**Assignment**
Write out a word-for-word repetition of the lines that come before the line containing "You are a GUI" in the listing below, along with that line itself, omitting pictures.

**Records shown**
== == ==

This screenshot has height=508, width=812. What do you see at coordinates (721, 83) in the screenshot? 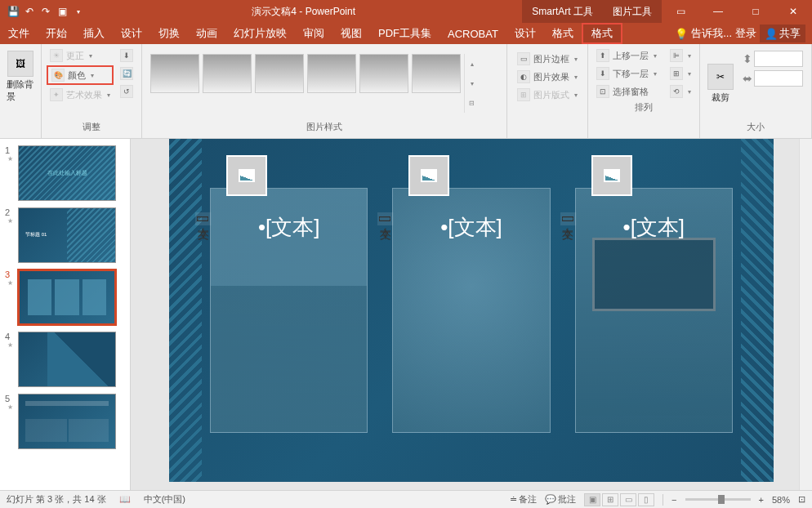
I see `crop-button: ✂ 裁剪` at bounding box center [721, 83].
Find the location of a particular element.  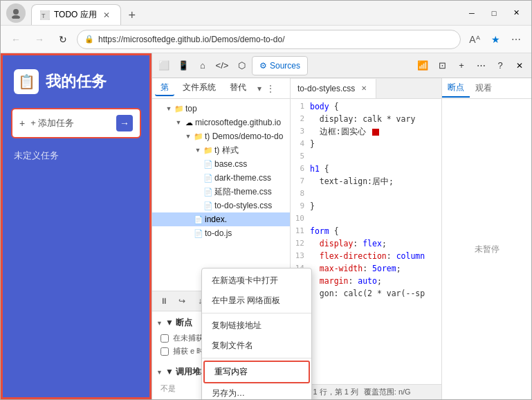

file-tree-tab-filesystem: 文件系统 is located at coordinates (199, 89).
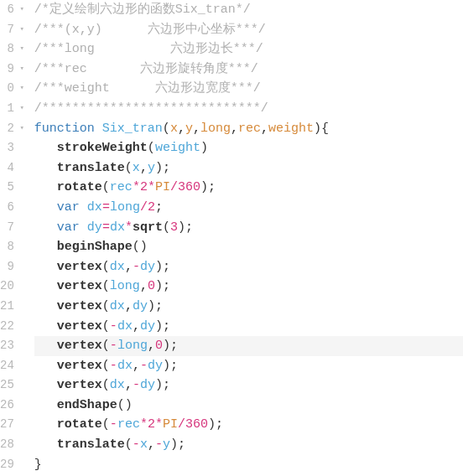  What do you see at coordinates (10, 267) in the screenshot?
I see `line-number: 9` at bounding box center [10, 267].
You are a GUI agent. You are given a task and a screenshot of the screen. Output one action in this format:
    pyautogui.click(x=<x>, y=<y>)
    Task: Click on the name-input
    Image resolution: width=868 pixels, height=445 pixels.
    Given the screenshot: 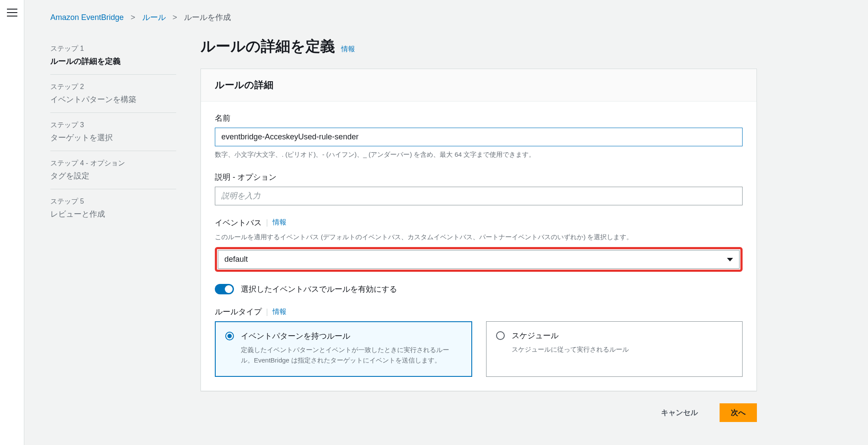 What is the action you would take?
    pyautogui.click(x=479, y=137)
    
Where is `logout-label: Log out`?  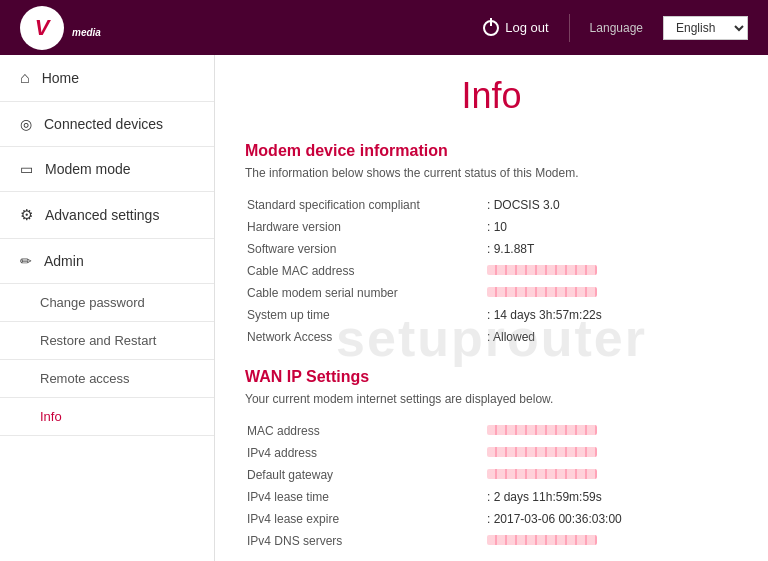
logout-label: Log out is located at coordinates (526, 28).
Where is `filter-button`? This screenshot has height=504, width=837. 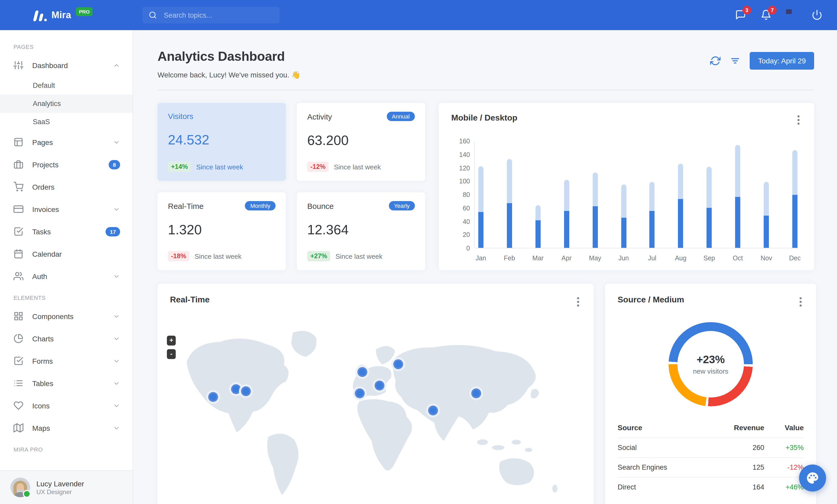 filter-button is located at coordinates (735, 61).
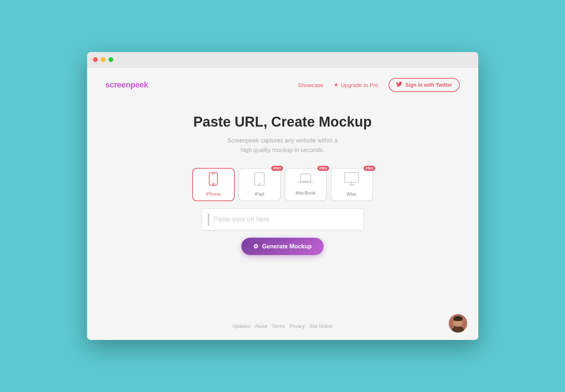 Image resolution: width=565 pixels, height=392 pixels. I want to click on nav-right: Showcase ★ Upgrade to Pro Sign in with T…, so click(379, 85).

== == ==

**Answer space**
This screenshot has height=508, width=812. What do you see at coordinates (721, 83) in the screenshot? 
I see `crop-button: ✂ 裁剪` at bounding box center [721, 83].
Find the location of a particular element.  

file-tree-tab-filesystem: 文件系统 is located at coordinates (199, 89).
  What do you see at coordinates (10, 267) in the screenshot?
I see `line-number: 9` at bounding box center [10, 267].
You are a GUI agent. You are given a task and a screenshot of the screen. Output one action in this format:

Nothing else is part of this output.